The changes in this version are all to keep compatibility with the rc.4 release of Holochain.

  • New/breaking: In-line binary resources in a hApp bundle passed to InstallApp are now encoded in a UInt8Array rather than an array of numbers.
  • Breaking: CreateCloneCell and EnableCloneCell return a ClonedCell object instead of InstallledCell.
  • Breaking: The unused admin API endpoint StartApp has been removed.
  • Breaking: Wherever Cell was previously returned from an API end point, it’s now a union type that can be either a ProvisionedCell or ClonedCell.
  • Breaking: CellInfo variants are renamed to snake case.

Read the full changelogs.

Test framework release notes

Tryorama 0.10.2: AppAgentWebsocket exposed

Release date: 15 Jan 2023
JavaScript client compatibility: 0.11.11
Holochain compatibility: 0.1.0-beta-rc.2

Along with an update to the JavaScript client, this release brings:

  • New: The AppAgentWebsocket is available to the local conductor object via a conductor.appAgentWs() getter function.
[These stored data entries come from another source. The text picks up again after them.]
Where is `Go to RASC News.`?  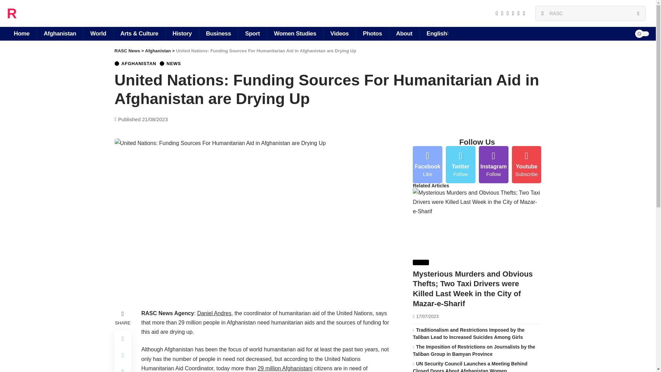
Go to RASC News. is located at coordinates (127, 51).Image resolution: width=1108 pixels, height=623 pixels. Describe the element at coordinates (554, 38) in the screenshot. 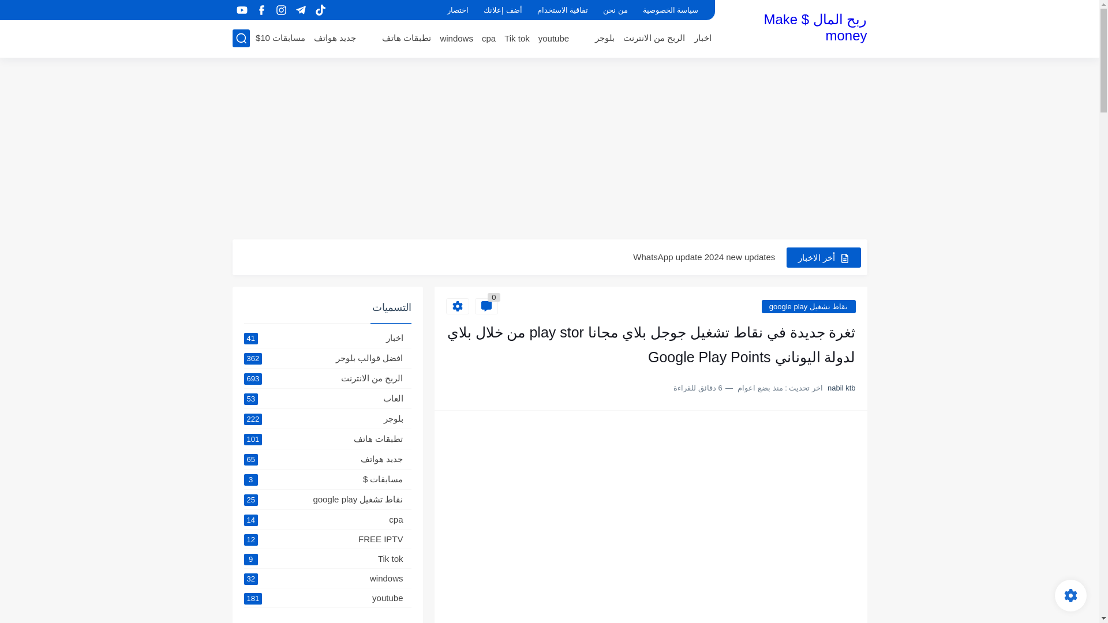

I see `youtube` at that location.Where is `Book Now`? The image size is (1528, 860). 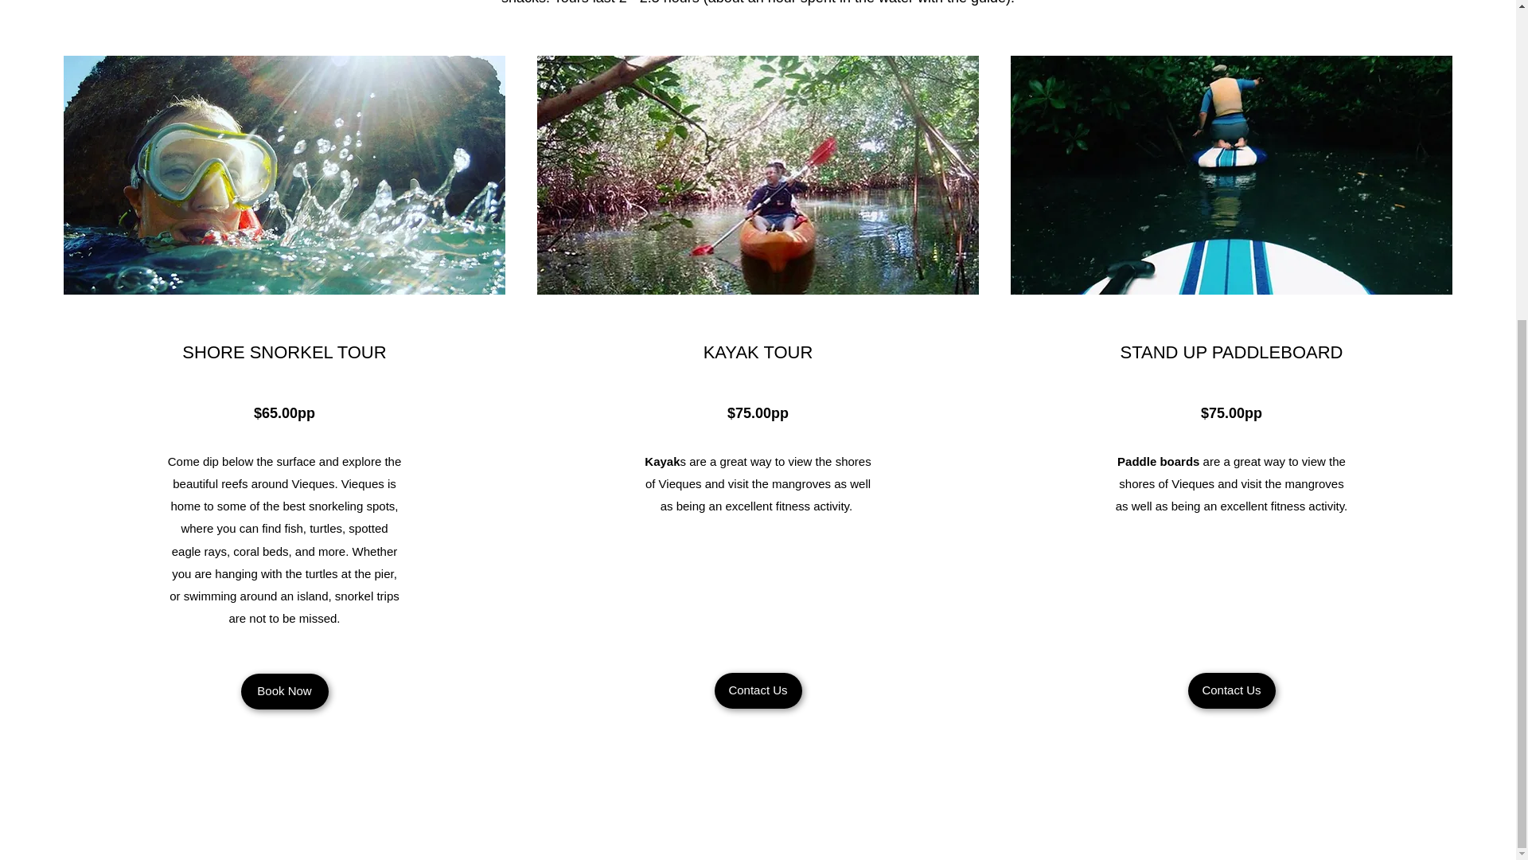 Book Now is located at coordinates (283, 691).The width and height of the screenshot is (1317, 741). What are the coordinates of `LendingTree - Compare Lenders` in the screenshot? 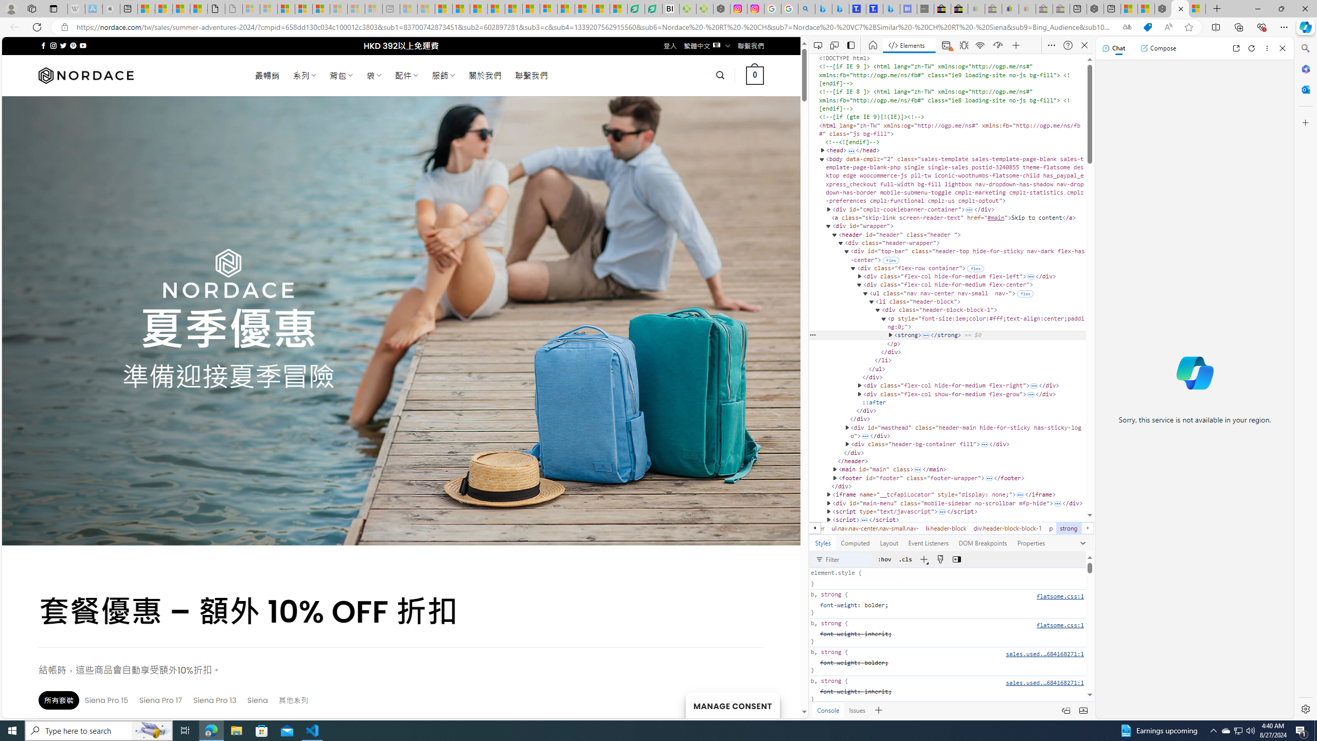 It's located at (653, 9).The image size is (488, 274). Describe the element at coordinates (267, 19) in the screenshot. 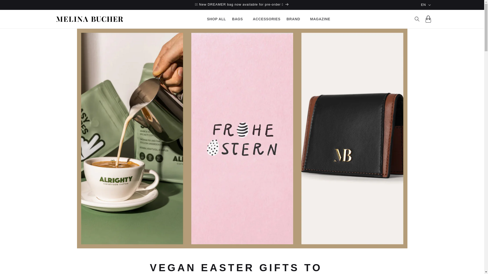

I see `ACCESSORIES` at that location. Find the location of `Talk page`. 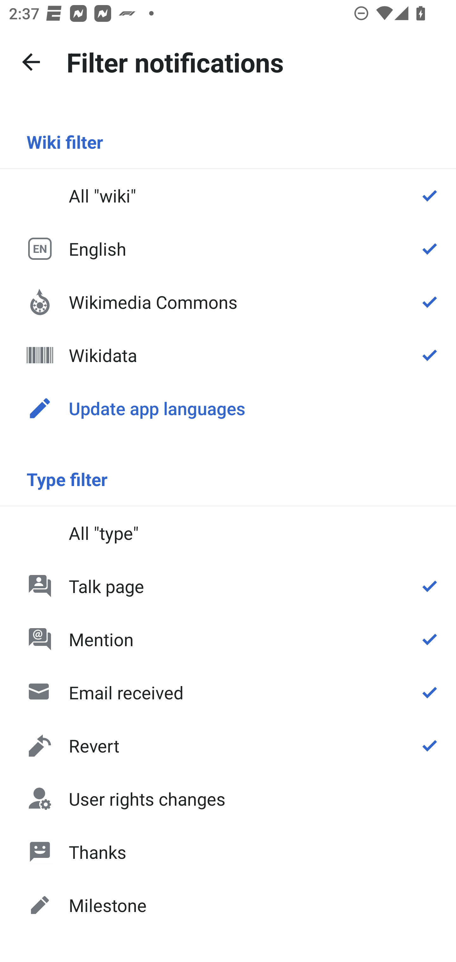

Talk page is located at coordinates (228, 586).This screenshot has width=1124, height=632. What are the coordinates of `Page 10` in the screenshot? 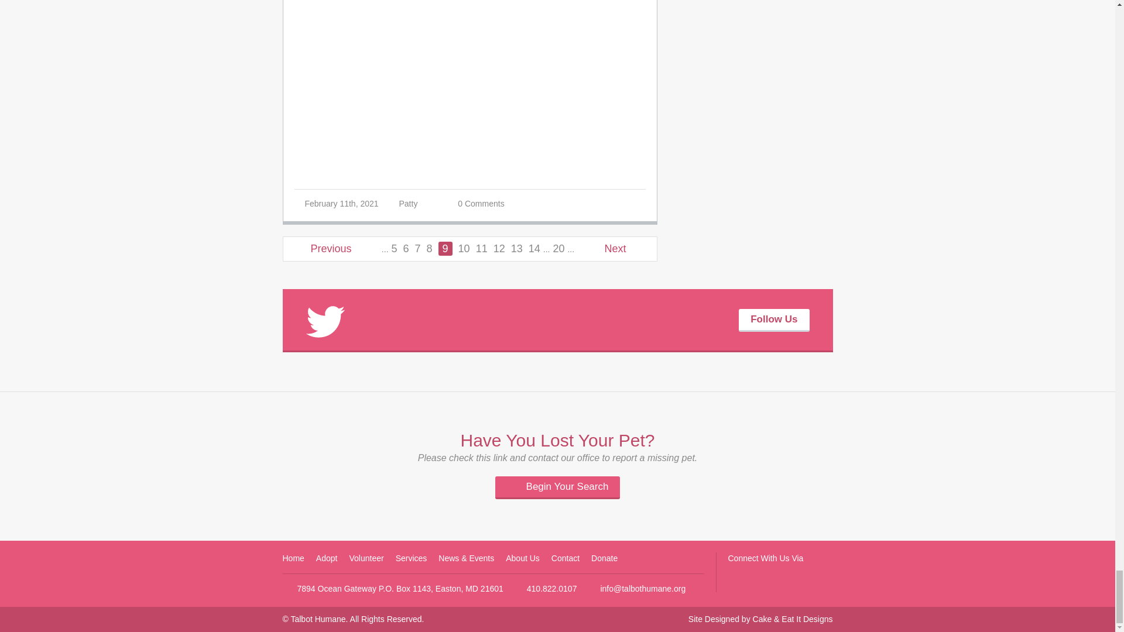 It's located at (463, 248).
This is now used by default by Scenario.addPlayerWithApp().
  • Removed: In line with the JS client update, signals no longer have type and data properties.

Tryorama 0.10.3 and 0.10.4: JS client updates

  • 0.10.3, released on 16 Jan 2023, updates to the unreleased bugfix JS client 0.11.12.
  • 0.10.4, released on 16 Jan 2023, updates to the unreleased bugfix JS client 0.11.13.

Known issues

Tryorama hasn’t yet been updated to support the breaking changes in Holochain 0.1.0-beta-rc.4.

Read the full changelogs.

Holochain Developer Training again — this time it’s online!

A lot of people have asked us when there’ll be another dev training course, and specifically when there’ll be an online one. Well, we now have an answer for you: in March! It’ll be a six-day course spread out over two (long) weekends, and will have the same all-day intensive format as the in-person course last July.

This course won’t cover Rust, so it’ll be the best fit if you’re already familiar with Rust and are ready to jump right into Holochain. If you want to learn Rust so you can attend, the Rust website has three great getting-started resources.

Having attended the course in July (mostly to take photos and cook soup), I can say that the instructors have created a really effective course. Their goal is to leave nobody behind, and the lead facilitator Marcus has developed a unique course format over the last decade to do exactly that. He co-founded and led the famous Hack Reactor boot camp, which enjoys a remarkable amount of success equipping devs to be ready to build real software. Marcus and his co-facilitators are really excited to be adapting this format for teaching Holochain.